Claude Cowork’s scheduling feature is one of the least-documented parts of the product, but it’s the most powerful. Understanding how it actually works — what triggers tasks, what Claude has access to when running them, and what the limitations are — changes how you design automation with it.
How Cowork Tasks Are Stored
Each Cowork task is a named, persistent instruction set saved locally in your Claude Desktop environment. The task contains: a name, a prompt (the full instruction Claude follows each run), a schedule, and optionally a working directory and a set of enabled tools. Tasks are stored in JSON format under your Documents folder at ~/Documents/Claude/Scheduled/ alongside a scheduled-tasks.json index file.
What Triggers a Scheduled Task
Tasks run on cron-style schedules configured when you create the task. Common schedules include daily at a specific time, weekly on specific days, or on-demand (manual trigger only). When the scheduled time arrives, Claude Desktop wakes the Cowork runner, loads the task prompt, and executes it with the configured tools and MCP connections active.
Critical limitation: Claude Desktop must be running and your machine must be awake when the scheduled time fires. Cowork is not a cloud scheduler — it depends on the local process being live. If your machine is asleep or Claude Desktop is closed, the task is skipped for that run with no retry.
What Claude Has Access to During a Task Run
When a Cowork task runs, Claude has access to everything configured in your Claude Desktop environment at that moment: all active MCP servers (Notion, Gmail, Google Drive, etc.), the Cowork bash VM for executing scripts and filesystem operations, any skill files mounted in the VM, and the working directory specified in the task config. It does not have access to the interactive chat thread — the task runs in its own isolated context.

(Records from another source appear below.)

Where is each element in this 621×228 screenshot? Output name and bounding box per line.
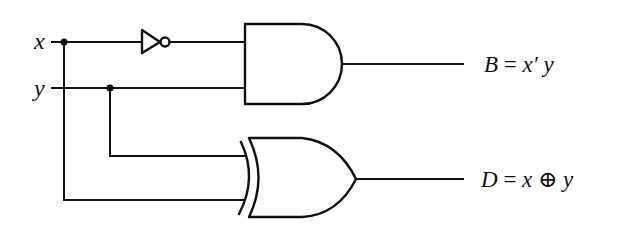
and-gate	[245, 24, 342, 104]
not-gate	[142, 30, 170, 53]
circuit-diagram: x y B = x′ y D = x ⊕ y	[0, 0, 621, 228]
junction-dot-y	[107, 85, 114, 92]
output-label-d: D = x ⊕ y	[480, 167, 574, 192]
xor-gate	[239, 138, 356, 217]
input-label-x: x	[33, 28, 45, 54]
output-label-b: B = x′ y	[484, 52, 555, 77]
junction-dot-x	[61, 39, 68, 46]
wire-x	[52, 39, 245, 201]
wire-y	[52, 85, 246, 157]
input-label-y: y	[32, 75, 45, 101]
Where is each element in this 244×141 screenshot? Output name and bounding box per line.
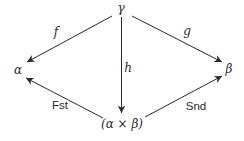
commutative-diagram: γ α β (α × β) f g h Fst Snd: [0, 0, 244, 141]
node-beta: β: [226, 63, 233, 75]
node-gamma: γ: [117, 2, 124, 14]
edge-fst-arrow: [26, 78, 103, 118]
node-product: (α × β): [101, 118, 143, 130]
edge-snd-arrow: [145, 76, 222, 117]
edge-label-fst: Fst: [52, 100, 68, 112]
edge-label-h: h: [124, 62, 132, 74]
edge-label-f: f: [54, 26, 58, 38]
edge-label-g: g: [183, 25, 191, 37]
edge-label-snd: Snd: [186, 101, 206, 113]
node-alpha: α: [14, 64, 22, 76]
edge-f-arrow: [27, 16, 112, 62]
edge-g-arrow: [132, 16, 222, 62]
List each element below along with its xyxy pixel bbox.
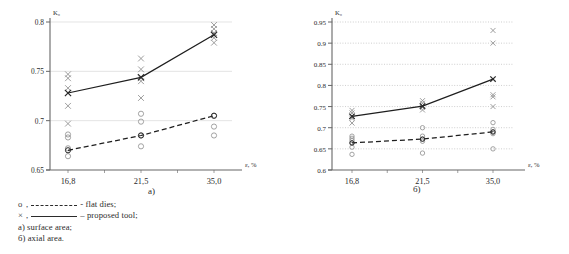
subfigure-caption-b: б)	[413, 184, 421, 194]
scatter-point-cross	[491, 28, 496, 33]
scatter-point-circle	[350, 152, 354, 156]
x-axis-tick-label: 35,0	[486, 177, 500, 186]
legend-comma-flat-dies: ,	[26, 199, 28, 210]
legend-row-flat-dies: o, - flat dies;	[18, 199, 268, 210]
y-axis-tick-label: 0.8	[35, 18, 45, 27]
scatter-point-circle	[65, 154, 70, 159]
y-axis-tick-label: 0.75	[314, 104, 327, 112]
y-axis-tick-label: 0.7	[317, 125, 326, 133]
y-axis-title: K₀	[53, 9, 60, 16]
scatter-point-cross	[211, 40, 217, 46]
x-axis-title: ε, %	[528, 161, 540, 168]
y-axis-tick-label: 0.95	[314, 19, 327, 27]
legend-dashed-line-sample	[31, 202, 77, 208]
legend-row-proposed-tool: ×, – proposed tool;	[18, 210, 268, 221]
figure-container: 0.650.70.750.816,821,535,0K₀ε, % 0.60.65…	[0, 0, 569, 254]
scatter-point-cross	[350, 108, 355, 113]
y-axis-tick-label: 0.7	[35, 117, 45, 126]
x-axis-title: ε, %	[245, 161, 257, 168]
x-axis-tick-label: 35,0	[207, 177, 222, 186]
y-axis-tick-label: 0.65	[314, 146, 327, 154]
chart-panel-axial-area: 0.60.650.70.750.80.850.90.9516,821,535,0…	[285, 0, 569, 210]
x-axis-tick-label: 16,8	[345, 177, 359, 186]
scatter-point-cross	[138, 95, 144, 101]
axial-area-plot: 0.60.650.70.750.80.850.90.9516,821,535,0…	[285, 0, 569, 200]
scatter-point-cross	[350, 121, 355, 126]
figure-legend: o, - flat dies; ×, – proposed tool; a) s…	[18, 199, 268, 245]
surface-area-plot: 0.650.70.750.816,821,535,0K₀ε, %	[0, 0, 285, 200]
series-line-proposed-tool	[352, 79, 493, 116]
legend-comma-proposed-tool: ,	[26, 210, 28, 221]
scatter-point-circle	[138, 119, 143, 124]
series-line-proposed-tool	[68, 35, 214, 93]
y-axis-tick-label: 0.85	[314, 61, 327, 69]
scatter-point-cross	[420, 98, 425, 103]
y-axis-tick-label: 0.9	[317, 40, 326, 48]
legend-note-surface-area: a) surface area;	[18, 222, 268, 233]
chart-panel-surface-area: 0.650.70.750.816,821,535,0K₀ε, %	[0, 0, 285, 210]
scatter-point-cross	[211, 22, 217, 28]
scatter-point-cross	[65, 71, 71, 77]
scatter-point-circle	[138, 144, 143, 149]
scatter-point-cross	[65, 103, 71, 109]
y-axis-tick-label: 0.8	[317, 82, 326, 90]
scatter-point-cross	[65, 85, 71, 91]
x-axis-tick-label: 16,8	[61, 177, 76, 186]
legend-solid-line-sample	[31, 213, 77, 219]
scatter-point-circle	[211, 124, 216, 129]
y-axis-tick-label: 0.6	[317, 167, 326, 175]
legend-marker-circle-icon: o	[18, 199, 26, 210]
x-axis-tick-label: 21,5	[134, 177, 149, 186]
scatter-point-circle	[211, 133, 216, 138]
scatter-point-cross	[65, 121, 71, 127]
scatter-point-circle	[491, 120, 495, 124]
scatter-point-circle	[420, 151, 424, 155]
legend-label-flat-dies: - flat dies;	[80, 199, 116, 210]
legend-note-axial-area: б) axial area.	[18, 233, 268, 244]
scatter-point-circle	[138, 111, 143, 116]
scatter-point-cross	[138, 56, 144, 62]
legend-marker-cross-icon: ×	[18, 210, 26, 221]
y-axis-tick-label: 0.65	[31, 166, 44, 175]
y-axis-tick-label: 0.75	[31, 67, 44, 76]
legend-label-proposed-tool: – proposed tool;	[80, 210, 137, 221]
y-axis-title: K₀	[335, 9, 342, 16]
mean-marker-cross	[490, 76, 495, 81]
subfigure-caption-a: a)	[148, 186, 155, 196]
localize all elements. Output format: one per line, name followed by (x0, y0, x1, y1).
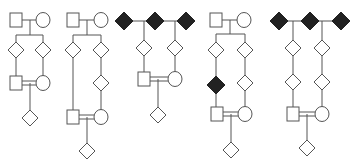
unknown-sex-diamond (208, 42, 224, 58)
affected-unknown-sex-diamond (301, 12, 319, 30)
affected-unknown-sex-diamond (146, 12, 164, 30)
pedigree-3 (115, 12, 195, 123)
unknown-sex-diamond (167, 40, 183, 56)
unknown-sex-diamond (35, 42, 51, 58)
unknown-sex-diamond (136, 40, 152, 56)
unknown-sex-diamond (285, 74, 301, 90)
unknown-sex-diamond (285, 40, 301, 56)
affected-unknown-sex-diamond (177, 12, 195, 30)
male-square (67, 13, 79, 27)
unknown-sex-diamond (314, 40, 330, 56)
female-circle (238, 107, 252, 122)
unknown-sex-diamond (314, 74, 330, 90)
affected-unknown-sex-diamond (207, 76, 225, 94)
pedigree-diagram (0, 0, 355, 167)
unknown-sex-diamond (150, 107, 166, 123)
unknown-sex-diamond (237, 42, 253, 58)
unknown-sex-diamond (22, 110, 38, 126)
male-square (138, 72, 150, 86)
female-circle (315, 107, 329, 122)
female-circle (94, 13, 108, 28)
male-square (211, 107, 223, 121)
male-square (287, 107, 299, 121)
unknown-sex-diamond (223, 142, 239, 158)
pedigree-4 (207, 13, 253, 159)
female-circle (168, 72, 182, 87)
female-circle (36, 13, 50, 28)
pedigree-2 (65, 13, 109, 160)
unknown-sex-diamond (299, 140, 315, 156)
affected-unknown-sex-diamond (270, 12, 288, 30)
male-square (210, 13, 222, 27)
unknown-sex-diamond (79, 143, 95, 159)
affected-unknown-sex-diamond (332, 12, 350, 30)
female-circle (36, 76, 50, 91)
unknown-sex-diamond (93, 42, 109, 58)
unknown-sex-diamond (8, 42, 24, 58)
pedigree-5 (270, 12, 350, 156)
female-circle (237, 13, 251, 28)
unknown-sex-diamond (65, 42, 81, 58)
male-square (10, 13, 22, 27)
female-circle (94, 110, 108, 125)
male-square (10, 76, 22, 90)
affected-unknown-sex-diamond (115, 12, 133, 30)
unknown-sex-diamond (93, 75, 109, 91)
male-square (67, 110, 79, 124)
unknown-sex-diamond (237, 75, 253, 91)
pedigree-1 (8, 13, 51, 127)
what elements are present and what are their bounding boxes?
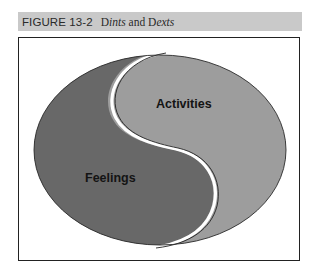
activities-label: Activities — [156, 97, 212, 111]
yin-yang-diagram: Activities Feelings — [0, 0, 316, 273]
feelings-label: Feelings — [85, 171, 136, 185]
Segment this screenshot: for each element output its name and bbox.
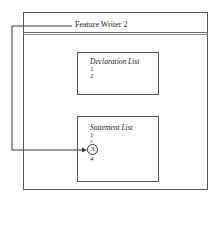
declaration-item: 2 [90,73,94,80]
declaration-list-title: Declaration List [90,57,139,66]
highlighted-statement-item: 3 [87,144,98,155]
statement-item: 4 [90,156,94,163]
statement-list-title: Statement List [90,123,133,132]
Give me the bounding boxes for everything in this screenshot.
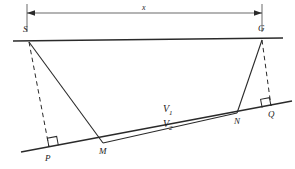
geometry-figure: x S G P M N Q V1 V2 xyxy=(0,0,295,169)
interface-line xyxy=(21,101,292,152)
dimension-arrow-left xyxy=(27,10,35,16)
ray-segment-n-g xyxy=(237,40,262,113)
point-label-m: M xyxy=(99,147,107,156)
velocity-label-v1: V1 xyxy=(163,104,173,117)
point-label-q: Q xyxy=(268,110,275,119)
point-label-n: N xyxy=(234,117,240,126)
point-label-p: P xyxy=(45,154,51,163)
perpendicular-s-p xyxy=(29,42,49,147)
dimension-label-x: x xyxy=(142,4,146,12)
point-label-g: G xyxy=(258,24,265,33)
perpendicular-g-q xyxy=(262,40,271,106)
ray-segment-s-m xyxy=(29,42,103,143)
figure-canvas xyxy=(0,0,295,169)
velocity-v2-sub: 2 xyxy=(169,124,173,132)
surface-line xyxy=(13,38,283,41)
dimension-arrow-right xyxy=(254,10,262,16)
velocity-v1-sub: 1 xyxy=(169,109,173,117)
point-label-s: S xyxy=(23,25,28,34)
velocity-label-v2: V2 xyxy=(163,119,173,132)
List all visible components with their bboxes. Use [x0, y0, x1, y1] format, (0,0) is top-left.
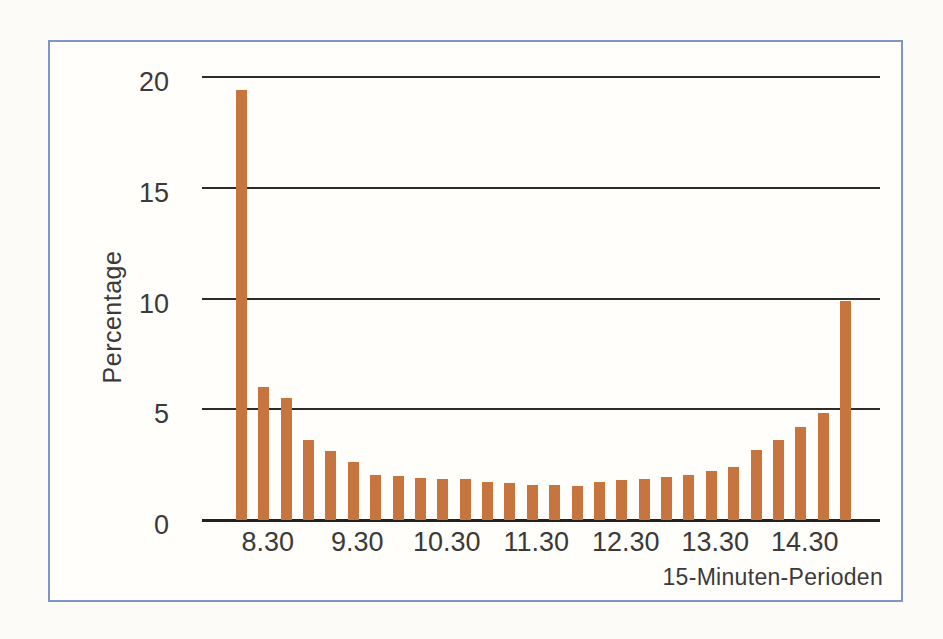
plot-area	[202, 77, 880, 520]
chart-frame: Percentage 05101520 8.309.3010.3011.3012…	[48, 40, 903, 602]
gridline	[202, 187, 880, 189]
bar	[325, 451, 336, 520]
gridline	[202, 298, 880, 300]
bar	[549, 485, 560, 520]
bar	[706, 471, 717, 520]
x-tick-label: 9.30	[331, 529, 384, 556]
gridline	[202, 408, 880, 410]
bar	[840, 301, 851, 520]
bar	[437, 479, 448, 520]
bar	[661, 477, 672, 520]
bar	[818, 413, 829, 520]
bar	[348, 462, 359, 520]
x-axis-title: 15-Minuten-Perioden	[663, 564, 884, 591]
bar	[393, 476, 404, 520]
bar	[460, 479, 471, 520]
y-tick-label: 20	[99, 69, 169, 96]
bar	[482, 482, 493, 520]
x-tick-label: 14.30	[771, 529, 839, 556]
bar	[504, 483, 515, 520]
bar	[594, 482, 605, 520]
bar	[281, 398, 292, 520]
bar	[527, 485, 538, 520]
y-tick-label: 0	[99, 512, 169, 539]
x-tick-label: 12.30	[592, 529, 660, 556]
bar	[728, 467, 739, 520]
x-tick-label: 13.30	[681, 529, 749, 556]
y-tick-label: 10	[99, 291, 169, 318]
bar	[639, 479, 650, 520]
x-tick-label: 11.30	[504, 529, 570, 556]
bar	[415, 478, 426, 520]
page-background: Percentage 05101520 8.309.3010.3011.3012…	[0, 0, 943, 639]
x-tick-label: 8.30	[242, 529, 295, 556]
y-tick-label: 15	[99, 180, 169, 207]
y-tick-label: 5	[99, 401, 169, 428]
bar	[773, 440, 784, 520]
bar	[795, 427, 806, 520]
bar	[751, 450, 762, 520]
bar	[258, 387, 269, 520]
gridline	[202, 76, 880, 78]
bar	[370, 475, 381, 520]
bar	[303, 440, 314, 520]
bar	[683, 475, 694, 520]
bar	[616, 480, 627, 520]
x-tick-label: 10.30	[413, 529, 481, 556]
bar	[572, 486, 583, 520]
bar	[236, 90, 247, 520]
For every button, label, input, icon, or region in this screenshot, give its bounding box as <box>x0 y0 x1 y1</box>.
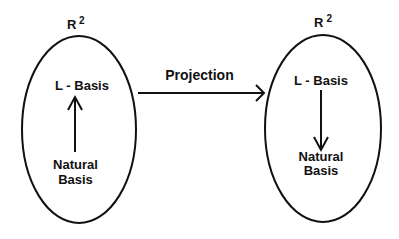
up-arrow-icon <box>68 97 82 152</box>
left-natural-basis-label-line1: Natural <box>53 157 98 172</box>
right-natural-basis-label-line2: Basis <box>304 163 339 178</box>
projection-diagram: R 2 L - Basis Natural Basis Projection R… <box>0 0 399 239</box>
left-l-basis-label: L - Basis <box>55 78 109 93</box>
right-space-ellipse <box>265 35 381 222</box>
projection-label: Projection <box>165 67 233 83</box>
right-l-basis-label: L - Basis <box>294 73 348 88</box>
left-space-ellipse <box>22 36 136 223</box>
right-arrow-icon <box>138 85 264 101</box>
projection-connector: Projection <box>138 67 264 102</box>
right-space-label: R <box>314 15 324 30</box>
right-space-superscript: 2 <box>327 13 333 24</box>
left-space-superscript: 2 <box>79 15 85 26</box>
left-space-label: R <box>67 17 77 32</box>
right-space: R 2 L - Basis Natural Basis <box>265 13 381 222</box>
down-arrow-icon <box>314 90 328 150</box>
left-natural-basis-label-line2: Basis <box>58 172 93 187</box>
right-natural-basis-label-line1: Natural <box>299 149 344 164</box>
left-space: R 2 L - Basis Natural Basis <box>22 15 136 223</box>
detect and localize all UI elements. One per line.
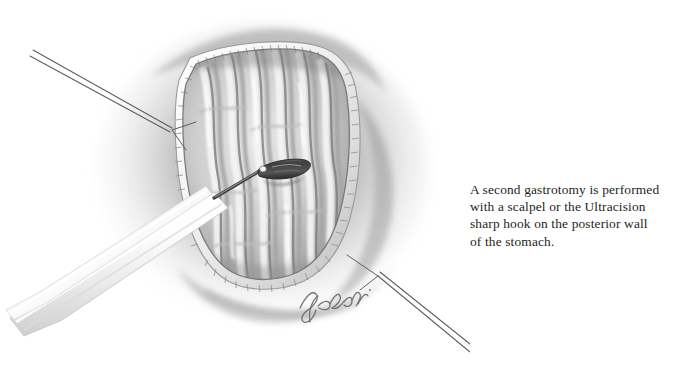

Task Memory: What Carries Over Between Runs
Nothing carries over automatically. Each task run is stateless — Claude starts fresh with only the task prompt as its context. If your task needs to know what happened last time (what was published, what changed, what errors occurred), you have to build that logging into the task itself. The standard pattern: at the end of each run, write a log entry to a Notion page or local file; at the start of the next run, read that log to pick up context.
This is why well-designed Cowork tasks always end with a Notion write and start with a Notion read.
How to Design a Reliable Cowork Task
Tasks that work well have four components: a clear single objective per task (do one thing, do it well), explicit context loading at the start (read the log, check what already exists), a defined success condition Claude can verify, and a logging step at the end that captures what ran and any errors. Tasks that try to do too many things in one run, or that assume Claude will remember previous runs without explicit context, fail inconsistently.
When to Move Tasks to GCP Instead
Cowork scheduling works well for tasks that need to run during your working day when your machine is on. For anything that needs to run at 3 AM, run on a strict schedule with zero missed executions, or process large amounts of data that would exhaust the local VM disk — those belong on GCP Cloud Run or a Compute Engine cron job, not Cowork. The architectural principle: Cowork for interactive-adjacent automation, GCP for always-on production pipelines.
How do I create a scheduled task in Cowork?
Open Claude Desktop, navigate to the Cowork section, create a new task, write your prompt, and set the schedule. Tasks are saved locally and run when Claude Desktop is open at the scheduled time.
Why did my Cowork task not run at the scheduled time?
Most likely Claude Desktop was closed or your machine was asleep. Cowork tasks require Claude Desktop to be running. Tasks that miss their scheduled time are skipped — there is no retry or catch-up mechanism.
Can Cowork tasks run while I am using Claude Chat?
Yes. Cowork tasks run in a separate context from the chat interface. Active Cowork task runs do not interrupt or share context with your current chat sessions.